Work request: Your answer should hold exactly the lines below from the line with "The image size is (868, 471)." through the line with "This screenshot has width=900, height=588.", both included, and no pictures at all.

The data:
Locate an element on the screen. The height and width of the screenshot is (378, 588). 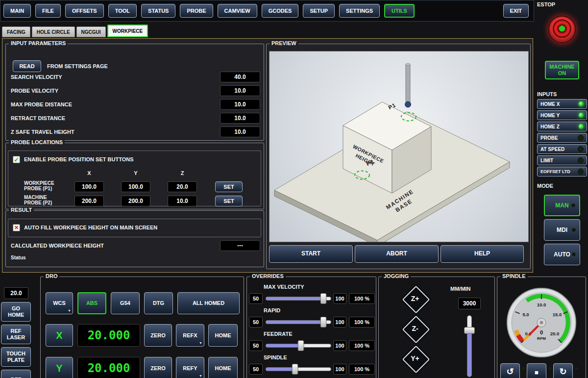
jog-label: Y+ is located at coordinates (415, 358).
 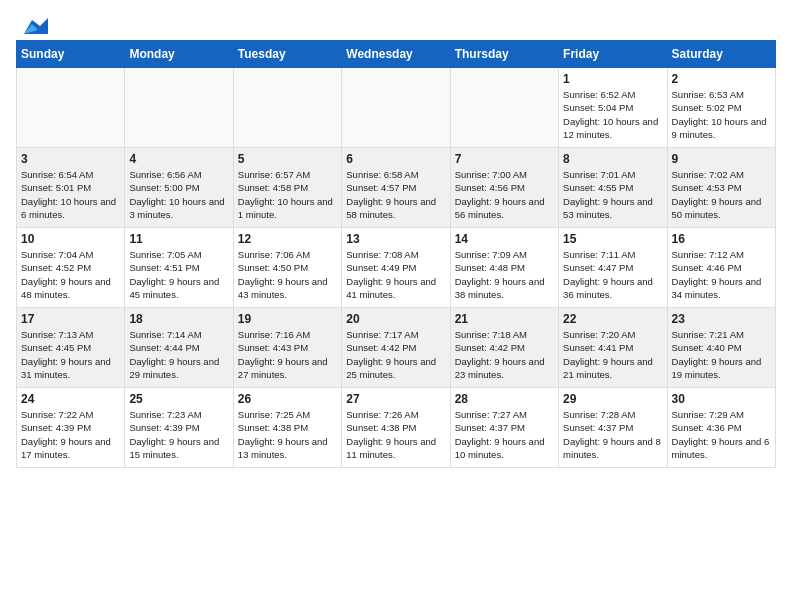 I want to click on calendar-cell: 13Sunrise: 7:08 AM Sunset: 4:49 PM Dayli…, so click(x=396, y=268).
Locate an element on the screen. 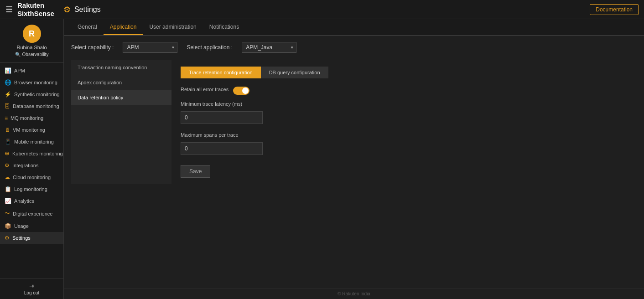  trace-retention-button: Trace retention configuration is located at coordinates (221, 72).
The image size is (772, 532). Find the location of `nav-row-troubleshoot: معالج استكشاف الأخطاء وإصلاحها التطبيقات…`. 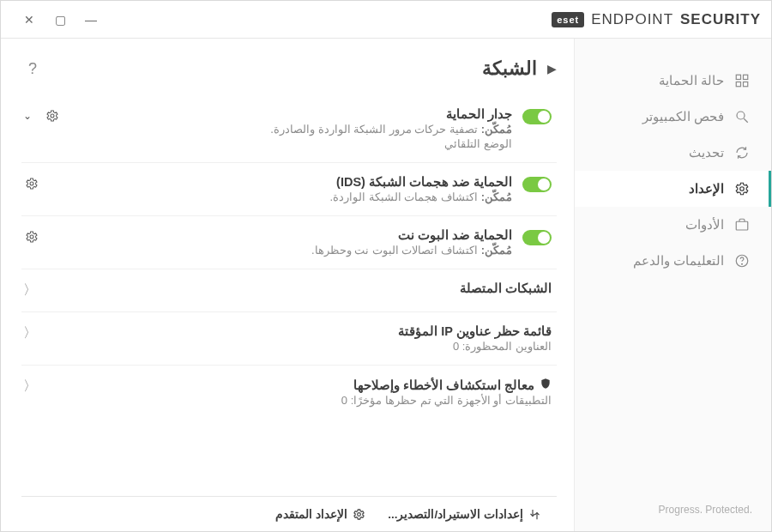

nav-row-troubleshoot: معالج استكشاف الأخطاء وإصلاحها التطبيقات… is located at coordinates (289, 392).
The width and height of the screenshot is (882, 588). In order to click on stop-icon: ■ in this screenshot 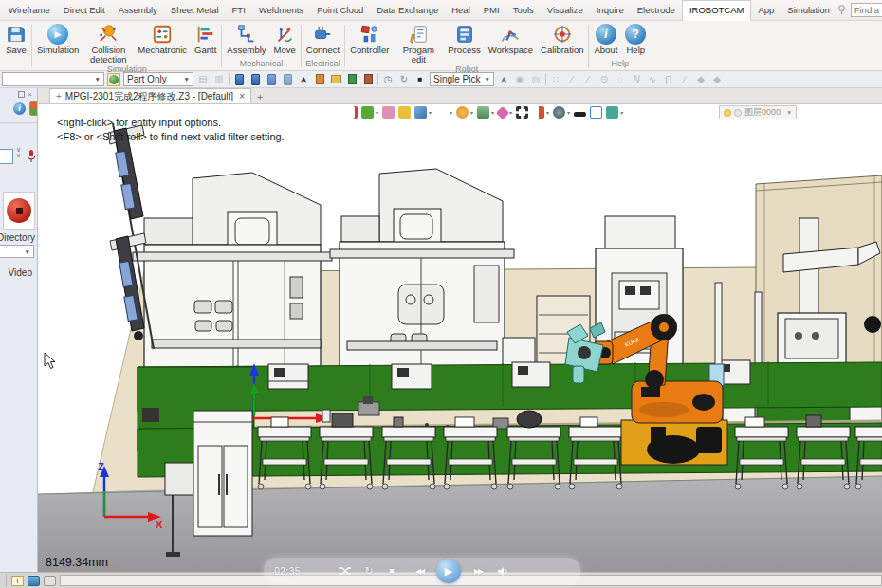, I will do `click(420, 80)`.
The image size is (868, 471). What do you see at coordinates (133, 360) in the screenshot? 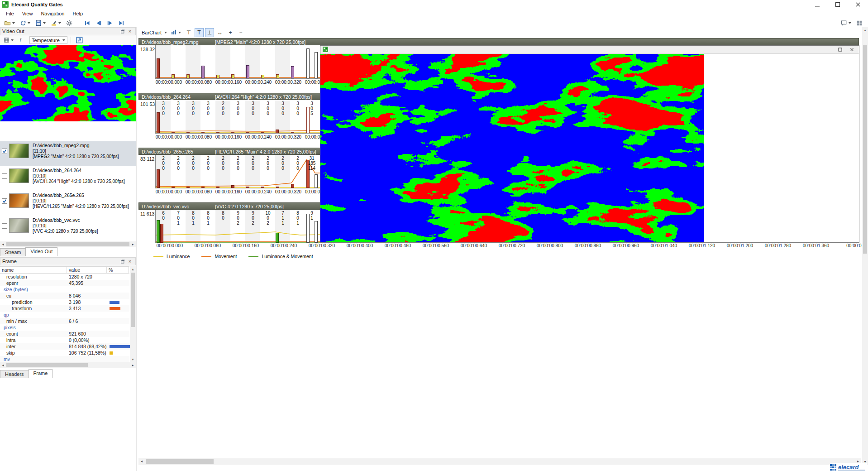
I see `scroll-down-icon: ▾` at bounding box center [133, 360].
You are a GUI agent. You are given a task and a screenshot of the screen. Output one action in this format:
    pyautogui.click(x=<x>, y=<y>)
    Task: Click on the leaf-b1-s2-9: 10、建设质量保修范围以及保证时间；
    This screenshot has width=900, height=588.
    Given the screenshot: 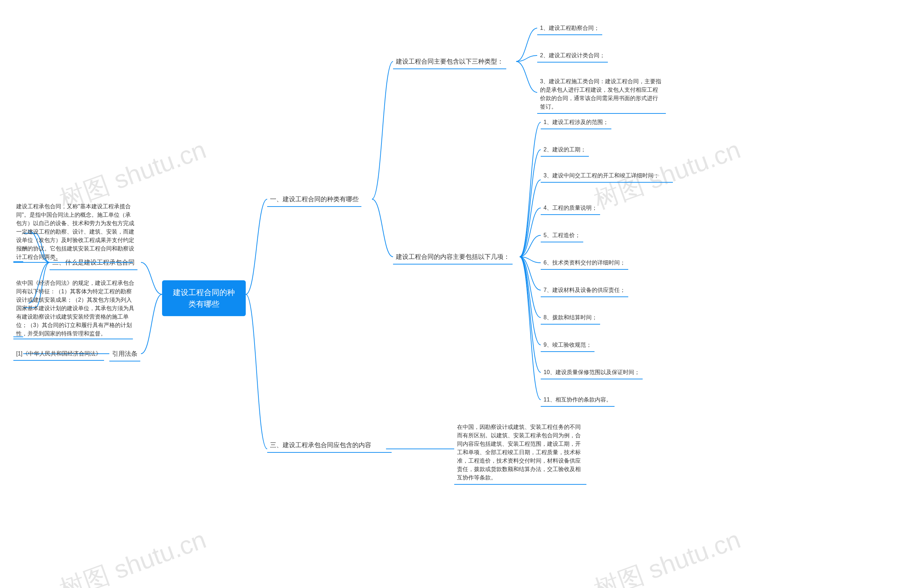 What is the action you would take?
    pyautogui.click(x=591, y=373)
    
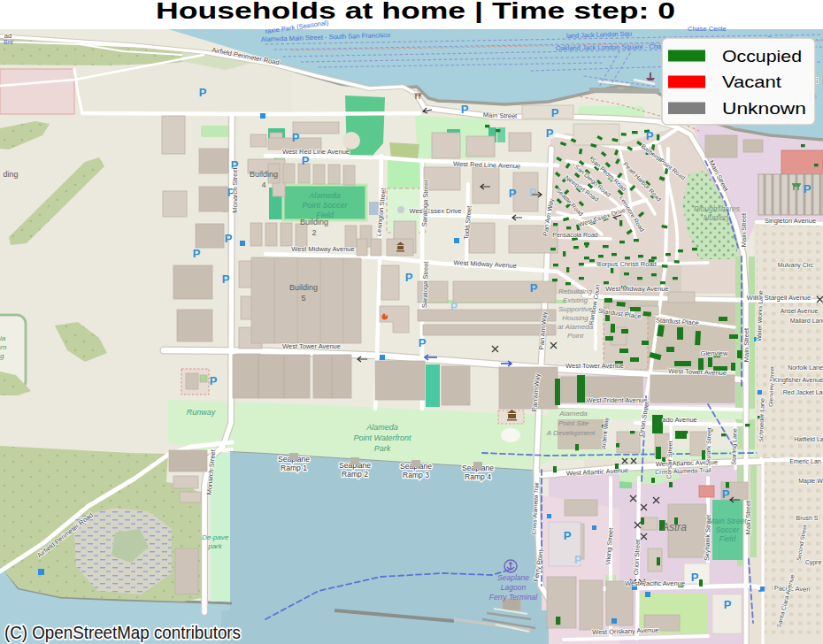 The height and width of the screenshot is (644, 823). What do you see at coordinates (814, 563) in the screenshot?
I see `svg-text: Cypre` at bounding box center [814, 563].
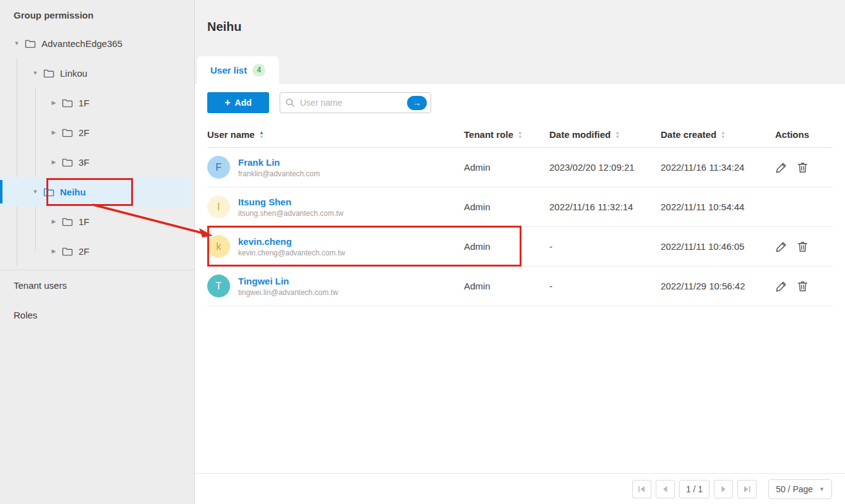 This screenshot has height=504, width=845. What do you see at coordinates (335, 167) in the screenshot?
I see `user-cell: F Frank Lin franklin@advantech.com` at bounding box center [335, 167].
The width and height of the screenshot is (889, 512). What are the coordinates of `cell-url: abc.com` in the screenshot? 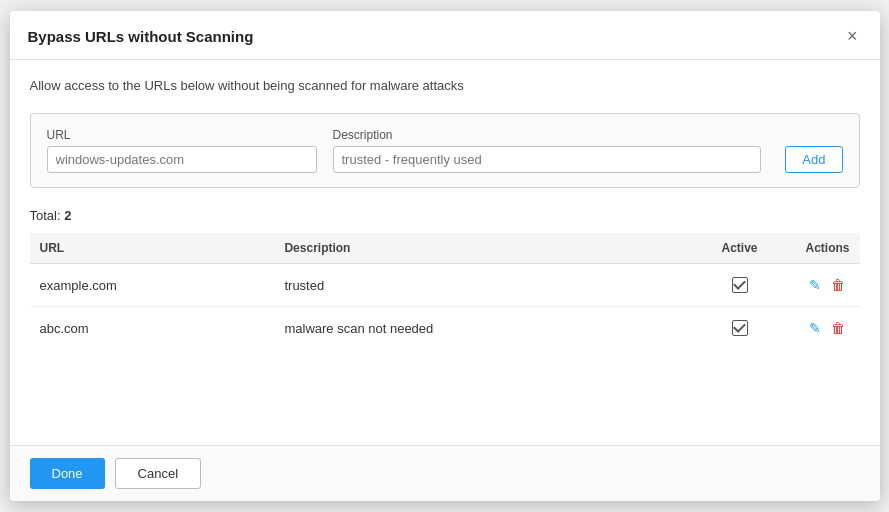 It's located at (152, 328).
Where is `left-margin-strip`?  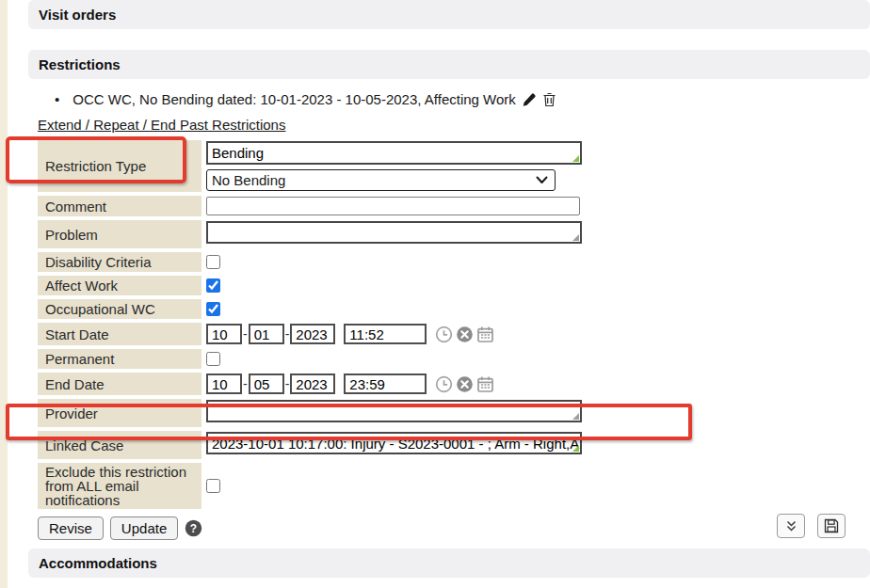 left-margin-strip is located at coordinates (4, 294).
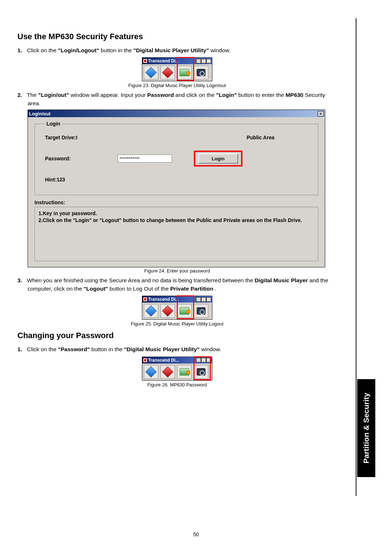 The image size is (392, 554). Describe the element at coordinates (108, 349) in the screenshot. I see `sec2-step-1-c: button in the` at that location.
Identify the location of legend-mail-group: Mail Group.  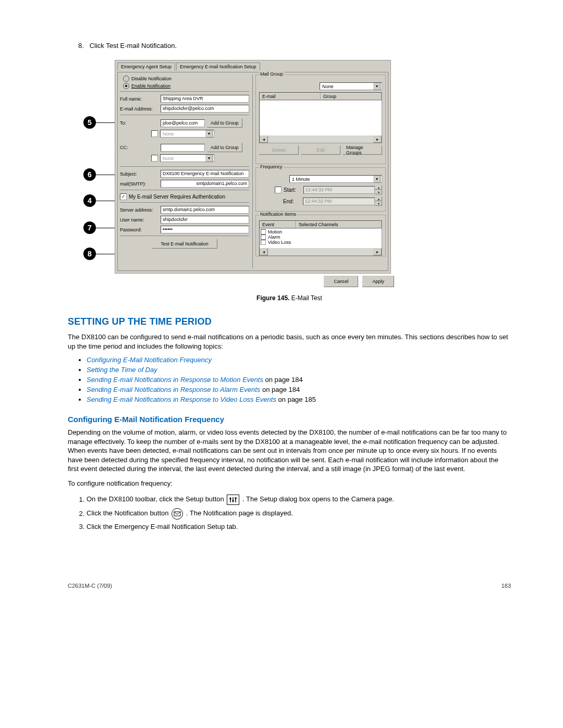
(272, 74).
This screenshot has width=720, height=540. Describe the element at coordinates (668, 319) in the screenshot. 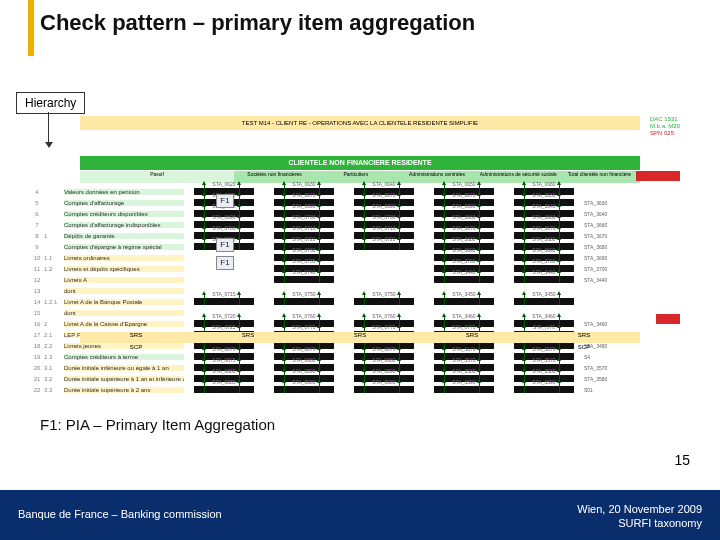

I see `red-highlight-bottom` at that location.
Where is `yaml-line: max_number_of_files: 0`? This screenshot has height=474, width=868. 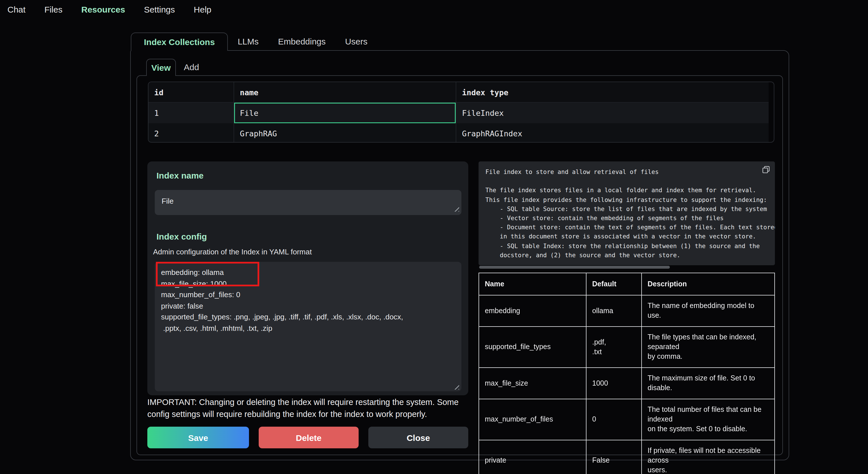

Task response:
The image size is (868, 471). What do you see at coordinates (133, 360) in the screenshot? 
I see `scroll-down-icon: ▾` at bounding box center [133, 360].
You are a GUI agent. You are given a task and a screenshot of the screen. Output one action in this format:
    pyautogui.click(x=<x>, y=<y>)
    Task: Click on the leaf-b1-s2-9: 10、建设质量保修范围以及保证时间；
    This screenshot has width=900, height=588.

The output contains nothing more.